Photo by Buck Sherwood, courtesy of Mike Watkins,
 who lived in the Pagoda house(s) on Cape Meares














Milton and Jerry Schlegel (Barbara's father and brother), and Woodrow (Woody) Chase, a logger from Willamina, moved the Pagoda houses, and others, to the mainland as erosion threatened them at the new location. They used a tractor to push and pull the truck through bad spots like the gaps. The Tillamook Headlight Herald of April 7, 1949, announced the start of the process. 

During that summer, Milton and Jerry excavated property purchased on Pacific Avenue in Oceanside, built a basement, and fit the two houses together on top of it. On August 11 the Tillamook Headlight Herald described a larger housewarming by Bob and Barbara Watkins that celebrated its completion.  Mike Watkins was a young boy then, but he recalls a dumbwaiter that came with the house which his father wouldn't let them use to lift wood from the basement. His father had them remove the fancy rafter end trim because it was too fancy. As can be seen in the photos, the house originally had clapboard siding. Shingles were added before being moved and maintained for decades. More recent owners removed the shingles and went back to the original siding. Mike still owns a beach house next door. 
  

Wednesday, March 11, 2015

Bayocean Park, Oceanview, and Cape Meares

The modern community of Cape Meares did not exist when Bayocean Park was platted in 1907. Nor did Bayocean Road and  4th Street, its main arteries (highlighted in yellow in the plat map below). All of the resort facilities were on the spit, a couple of miles north of the corner at  Mears [sic] Street and 1st Avenue. The latter would become Bayocean Road. The first summer cottages were also on the spit, taking advantage of the views of bay and ocean for which the resort was named.  The southern strip of Bayocean Park, on the hillside north of Cape Meares was part of the subdivision in order to enable automobile access to the resort. Because of erosion, Mears and 2nd Street are now part of the sea and shoreline depending on the tide, so Bayocean Road ends at 3rd Street. The damage inflicted by erosion can be seen at Bayocean Lots In Pacific Ocean.  
Miles of concrete roads were laid middle of Bayocean Park by 1915, but there was no way to reach them driving a car for more than a decade. And it wasn't until 1929 that the road from Tillamook to Bayocean was improved sufficiently to qualify as a "market road," which brought state funding for maintenance. Eventually, Tillamook County took over maintenance of the streets inside the Bayocean Park subdivision as well as the road from Tillamook to it's boundary. 1st Avenue, Mears Street, and Bay Street then became part of Bayocean Road.  
House addresses 5800 and higher (northward) along all north/south streets in Cape Meares are part of the Bayocean Park subdivision. Houses addressed less than 5800 are in Oceanview, the subdivision at Bayocean Park's southern boundary, platted in 1909. A resort town with a similar name, Oceanside, located on the south side of Cape Meares, appeared much later. 

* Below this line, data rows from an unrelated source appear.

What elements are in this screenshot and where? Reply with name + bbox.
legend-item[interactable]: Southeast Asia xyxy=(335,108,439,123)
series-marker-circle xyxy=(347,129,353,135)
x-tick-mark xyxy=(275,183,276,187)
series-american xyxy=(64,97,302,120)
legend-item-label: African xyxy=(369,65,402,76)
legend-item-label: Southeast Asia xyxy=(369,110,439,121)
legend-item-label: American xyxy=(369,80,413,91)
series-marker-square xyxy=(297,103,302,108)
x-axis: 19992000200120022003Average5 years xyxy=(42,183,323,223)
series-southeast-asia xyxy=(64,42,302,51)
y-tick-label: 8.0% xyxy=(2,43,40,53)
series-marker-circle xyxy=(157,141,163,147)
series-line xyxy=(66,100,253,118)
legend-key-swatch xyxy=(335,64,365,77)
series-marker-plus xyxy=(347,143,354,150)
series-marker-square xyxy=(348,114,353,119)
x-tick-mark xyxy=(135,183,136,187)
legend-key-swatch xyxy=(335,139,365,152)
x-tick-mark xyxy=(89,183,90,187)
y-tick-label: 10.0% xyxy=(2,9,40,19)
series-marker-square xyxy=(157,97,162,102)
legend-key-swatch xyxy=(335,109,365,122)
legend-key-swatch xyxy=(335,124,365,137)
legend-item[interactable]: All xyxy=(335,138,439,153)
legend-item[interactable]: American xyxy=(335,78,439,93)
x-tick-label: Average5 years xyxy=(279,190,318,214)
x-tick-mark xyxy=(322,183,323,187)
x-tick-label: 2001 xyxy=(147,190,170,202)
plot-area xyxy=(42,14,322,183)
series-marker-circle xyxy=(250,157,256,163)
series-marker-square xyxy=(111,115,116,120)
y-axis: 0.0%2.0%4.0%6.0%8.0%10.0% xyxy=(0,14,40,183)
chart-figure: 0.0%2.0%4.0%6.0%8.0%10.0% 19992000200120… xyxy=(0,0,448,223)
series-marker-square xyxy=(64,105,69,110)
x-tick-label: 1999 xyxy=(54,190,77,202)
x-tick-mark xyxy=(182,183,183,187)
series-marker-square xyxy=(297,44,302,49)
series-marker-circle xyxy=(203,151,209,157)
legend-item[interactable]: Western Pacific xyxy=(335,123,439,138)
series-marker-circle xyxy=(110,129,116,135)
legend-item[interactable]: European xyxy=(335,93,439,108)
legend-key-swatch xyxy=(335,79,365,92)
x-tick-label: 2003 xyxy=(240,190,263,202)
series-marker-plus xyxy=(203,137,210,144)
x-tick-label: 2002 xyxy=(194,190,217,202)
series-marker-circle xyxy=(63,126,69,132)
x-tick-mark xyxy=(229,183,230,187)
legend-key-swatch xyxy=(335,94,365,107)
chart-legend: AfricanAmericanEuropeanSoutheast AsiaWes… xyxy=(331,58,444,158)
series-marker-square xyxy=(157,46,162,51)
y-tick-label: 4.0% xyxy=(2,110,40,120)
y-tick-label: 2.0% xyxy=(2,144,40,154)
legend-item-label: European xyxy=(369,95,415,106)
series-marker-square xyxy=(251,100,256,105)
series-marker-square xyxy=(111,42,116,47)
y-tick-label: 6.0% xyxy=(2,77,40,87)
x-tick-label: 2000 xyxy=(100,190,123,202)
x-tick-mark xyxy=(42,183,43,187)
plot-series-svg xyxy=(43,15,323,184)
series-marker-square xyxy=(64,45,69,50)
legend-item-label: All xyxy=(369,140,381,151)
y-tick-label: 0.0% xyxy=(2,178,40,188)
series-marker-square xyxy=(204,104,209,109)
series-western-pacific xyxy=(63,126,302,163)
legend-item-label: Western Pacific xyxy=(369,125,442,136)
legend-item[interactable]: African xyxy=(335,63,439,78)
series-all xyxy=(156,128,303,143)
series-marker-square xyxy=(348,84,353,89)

During the 1930s - after Bayocean Road was finished - Tillamook commuters started building homes in Oceanview and the mainland section of Bayocean Park. Lots were cheaper there than in the city, and erosion made Bayocean unattractive. The construction of Naval Air Station Tillamook brought even more commuters. Eventually, residents of the two mainland subdivisions started referring to their community as "Cape Meares."  

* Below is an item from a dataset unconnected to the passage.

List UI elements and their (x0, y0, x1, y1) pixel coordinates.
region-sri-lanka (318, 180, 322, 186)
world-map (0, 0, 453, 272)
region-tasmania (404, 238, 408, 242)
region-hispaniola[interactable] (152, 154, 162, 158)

A few buildings were moved from Bayocean to Cape Meares before the spit became an island in November 1952The most famous of them was its schoolhouse, which now resides at 5690 4th Street NW, and serves as a community center (the Pagoda houses, nearly as famous, were the first to be moved off Bayocean). The Cape Meares Community Association later added to the building and maintains it. 

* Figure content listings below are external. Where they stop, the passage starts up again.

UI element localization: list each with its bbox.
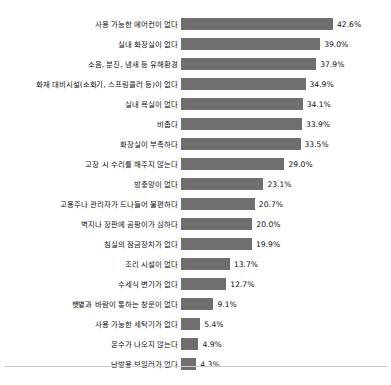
bar-category-label: 소음, 분진, 냄새 등 유해환경 — [0, 60, 181, 69]
bar-value-label: 29.0% — [288, 160, 312, 169]
bar-category-label: 고장 시 수리를 해주지 않는다 — [0, 160, 181, 169]
horizontal-bar-chart: 사용 가능한 에어컨이 없다42.6%실내 화장실이 없다39.0%소음, 분진… — [0, 0, 391, 385]
bar — [181, 298, 213, 310]
bar-row: 조리 시설이 없다13.7% — [0, 254, 391, 274]
bar-track: 5.4% — [181, 314, 391, 334]
bar-row: 수세식 변기가 없다12.7% — [0, 274, 391, 294]
bar — [181, 178, 263, 190]
bar-value-label: 4.9% — [202, 340, 221, 349]
bar-track: 34.9% — [181, 74, 391, 94]
bar-category-label: 고용주나 관리자가 드나들어 불편하다 — [0, 200, 181, 209]
bar-category-label: 실내 욕실이 없다 — [0, 100, 181, 109]
bar-row: 실내 욕실이 없다34.1% — [0, 94, 391, 114]
bar — [181, 358, 196, 370]
bar-row: 고장 시 수리를 해주지 않는다29.0% — [0, 154, 391, 174]
bar-value-label: 33.5% — [305, 140, 329, 149]
bar-track: 33.9% — [181, 114, 391, 134]
bar-value-label: 39.0% — [324, 40, 348, 49]
bar — [181, 198, 255, 210]
bar-category-label: 화재 대비시설(소화기, 스프링클러 등)이 없다 — [0, 80, 181, 89]
bar-category-label: 난방용 보일러가 없다 — [0, 360, 181, 369]
bar — [181, 238, 252, 250]
bar-track: 4.3% — [181, 354, 391, 374]
bar-track: 20.0% — [181, 214, 391, 234]
bar-track: 9.1% — [181, 294, 391, 314]
bar — [181, 258, 230, 270]
bar-category-label: 실내 화장실이 없다 — [0, 40, 181, 49]
bar-track: 23.1% — [181, 174, 391, 194]
bar-track: 42.6% — [181, 14, 391, 34]
bar — [181, 58, 316, 70]
bar-row: 햇볕과 바람이 통하는 창문이 없다9.1% — [0, 294, 391, 314]
bar-value-label: 13.7% — [234, 260, 258, 269]
chart-plot-area: 사용 가능한 에어컨이 없다42.6%실내 화장실이 없다39.0%소음, 분진… — [0, 14, 391, 374]
bar-value-label: 9.1% — [217, 300, 236, 309]
bar-track: 4.9% — [181, 334, 391, 354]
bar — [181, 78, 306, 90]
bar-row: 화장실이 부족하다33.5% — [0, 134, 391, 154]
bar-row: 사용 가능한 에어컨이 없다42.6% — [0, 14, 391, 34]
bar-row: 화재 대비시설(소화기, 스프링클러 등)이 없다34.9% — [0, 74, 391, 94]
bar-category-label: 온수가 나오지 않는다 — [0, 340, 181, 349]
bar-category-label: 조리 시설이 없다 — [0, 260, 181, 269]
bar-value-label: 34.1% — [307, 100, 331, 109]
bar-value-label: 33.9% — [306, 120, 330, 129]
bar-category-label: 비좁다 — [0, 120, 181, 129]
bar-category-label: 화장실이 부족하다 — [0, 140, 181, 149]
bar-row: 방충망이 없다23.1% — [0, 174, 391, 194]
bar-value-label: 19.9% — [256, 240, 280, 249]
bar-track: 37.9% — [181, 54, 391, 74]
bar — [181, 158, 284, 170]
bar-value-label: 20.7% — [259, 200, 283, 209]
bar-category-label: 벽지나 장판에 곰팡이가 심하다 — [0, 220, 181, 229]
bar — [181, 278, 226, 290]
bar-value-label: 37.9% — [320, 60, 344, 69]
bar-track: 33.5% — [181, 134, 391, 154]
bar-value-label: 23.1% — [267, 180, 291, 189]
bar — [181, 98, 303, 110]
bar-track: 12.7% — [181, 274, 391, 294]
bar-track: 34.1% — [181, 94, 391, 114]
bar-value-label: 5.4% — [204, 320, 223, 329]
bar-value-label: 12.7% — [230, 280, 254, 289]
bar-value-label: 42.6% — [337, 20, 361, 29]
bar-category-label: 수세식 변기가 없다 — [0, 280, 181, 289]
bar — [181, 18, 333, 30]
footer-divider — [4, 366, 387, 367]
bar-row: 난방용 보일러가 없다4.3% — [0, 354, 391, 374]
bar-row: 벽지나 장판에 곰팡이가 심하다20.0% — [0, 214, 391, 234]
bar-category-label: 침실의 잠금장치가 없다 — [0, 240, 181, 249]
bar-row: 고용주나 관리자가 드나들어 불편하다20.7% — [0, 194, 391, 214]
bar — [181, 318, 200, 330]
bar — [181, 118, 302, 130]
bar-row: 소음, 분진, 냄새 등 유해환경37.9% — [0, 54, 391, 74]
bar-track: 13.7% — [181, 254, 391, 274]
bar — [181, 38, 320, 50]
bar-row: 사용 가능한 세탁기가 없다5.4% — [0, 314, 391, 334]
bar-row: 비좁다33.9% — [0, 114, 391, 134]
bar-category-label: 방충망이 없다 — [0, 180, 181, 189]
bar — [181, 338, 198, 350]
bar-category-label: 사용 가능한 에어컨이 없다 — [0, 20, 181, 29]
bar-track: 29.0% — [181, 154, 391, 174]
bar-track: 19.9% — [181, 234, 391, 254]
bar-value-label: 34.9% — [310, 80, 334, 89]
bar-row: 침실의 잠금장치가 없다19.9% — [0, 234, 391, 254]
bar-track: 20.7% — [181, 194, 391, 214]
bar-category-label: 사용 가능한 세탁기가 없다 — [0, 320, 181, 329]
bar-row: 온수가 나오지 않는다4.9% — [0, 334, 391, 354]
bar-track: 39.0% — [181, 34, 391, 54]
bar-row: 실내 화장실이 없다39.0% — [0, 34, 391, 54]
bar-category-label: 햇볕과 바람이 통하는 창문이 없다 — [0, 300, 181, 309]
bar-value-label: 20.0% — [256, 220, 280, 229]
bar-value-label: 4.3% — [200, 360, 219, 369]
bar — [181, 218, 252, 230]
bar — [181, 138, 301, 150]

Barbara Bennett lived in Cape Meares during her childhood and most of her adult years until she died in 2019. She recalled attending Bayocean School in 7th grade and graduating from 8th grade there in 1945. Among her fourteen classmates were her brothers Jerry and Jim Schlegel, Perry Reeder, Ernest Knutson, and the Bennett siblings: Harold, Rosemarie, and James. Barbara later married James Bennett. He was interviewed by Rick Dancer for a video called "Oregon Ghost Towns: Bay Ocean, the saddest story of all" before passing away in 2014.